Getting most recent value in Presto with max_by

presto
athena
sql
Published

March 25, 2020

Presto and the AWS managed alternative Amazon Athena have some powerful aggregation functions that can make writing SQL much easier. A common problem is getting the most recent status of a transaction log. The max_by function (and its partner min_by) makes this a breeze.

Suppose you have a table tracking user login activity over time like this:

country user_id time status
AU 1 2020-01-01 08:00 logged-in
CN 2 2020-01-01 09:00 logged-in
AU 1 2020-01-01 12:00 logged-out
AU 1 2020-01-01 13:00 logged-in
CN 2 2020-01-01 14:00 logged-out

You need to find out which users are currently logged in and out, which requires you to find their most recent status. In standard SQL you can do this with a window function by adding a row_number to find the most recent time:

SELECT user_id, status
FROM (
    SELECT
      user_id,
      status,
      row_number() OVER (PARTITION BY user_id ORDER BY time DESC) AS rn
    FROM user_activity
)
WHERE rn = 1

With Presto’s max_by function you can do this in a single query:

SELECT user_id, max_by(status, time) AS status
FROM user_activity
GROUP BY user_id

There is one downside to this approach: if you also try to select another column like max_by(country, time) there’s a chance if there are two rows with the same time we will get the most recent status and country from different rows which could have consistency problems.

An extension is you may want to also get their previous status. In standard SQL you could use a window function:

SELECT user_id, status, last_status
FROM (
    SELECT
      user_id,
      status,
      lag(status) OVER (PARTITION BY user_id ORDER BY time DESC) AS last_status,
      row_number() OVER (PARTITION BY user_id ORDER BY time DESC) AS rn
FROM user_activity
)
WHERE rn = 1

In Presto you can pass an additional arugment to max_by on how many values to return in an array.

SELECT user_id, max_by(status, time, 2) AS last_2_statuses_array
FROM user_activity
GROUP BY user_id

One more trick Presto has is count_if which removes case statements from aggregation.
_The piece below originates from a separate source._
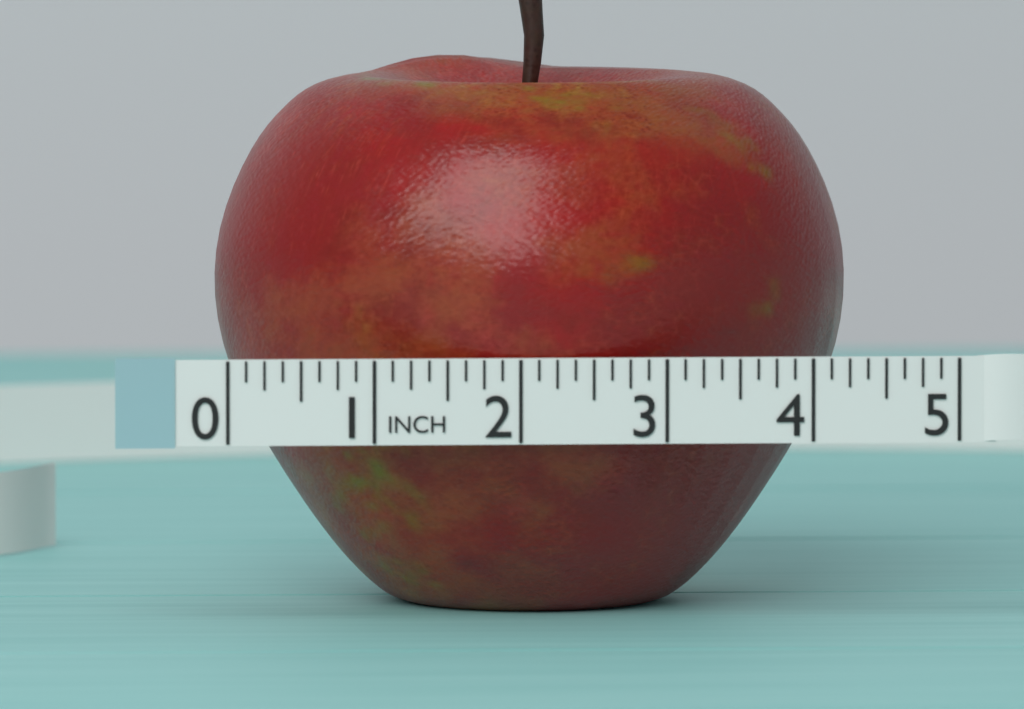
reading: 4.375 in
For example if we wanted the number of logged in and logged out users by country in a pivoted view for standard SQL we could write

SELECT
  country,
  count(CASE WHEN status = 'logged-in' THEN 1 end) AS logged_in_users,
  count(CASE WHEN status = 'logged-out' THEN 1 end) AS logged_out_users
FROM (
    SELECT
      user_id,
      country,
      status,
      row_number() OVER (PARTITION BY user_id ORDER BY time DESC) AS rn
    FROM user_activity
)
WHERE rn = 1
GROUP BY country
ORDER BY count(CASE WHEN status = 'logged-in' THEN 1 end) DESC

But in Presto with count_if it could be:

SELECT country,
       count_if(status = 'logged-in') AS logged_in_users,
       count_if(status = 'logged-out') AS logged_out_users
FROM (
    SELECT
      user_id,
      max_by(country, time) AS country,
      max_by(status, time) AS status
    FROM user_activity
    GROUP BY user_id
)
GROUP BY 1
ORDER BY 2 DESC

When you’re writing a lot of complex queries even small simplifications add up. It would be great to see these kinds of functions in other databases some day.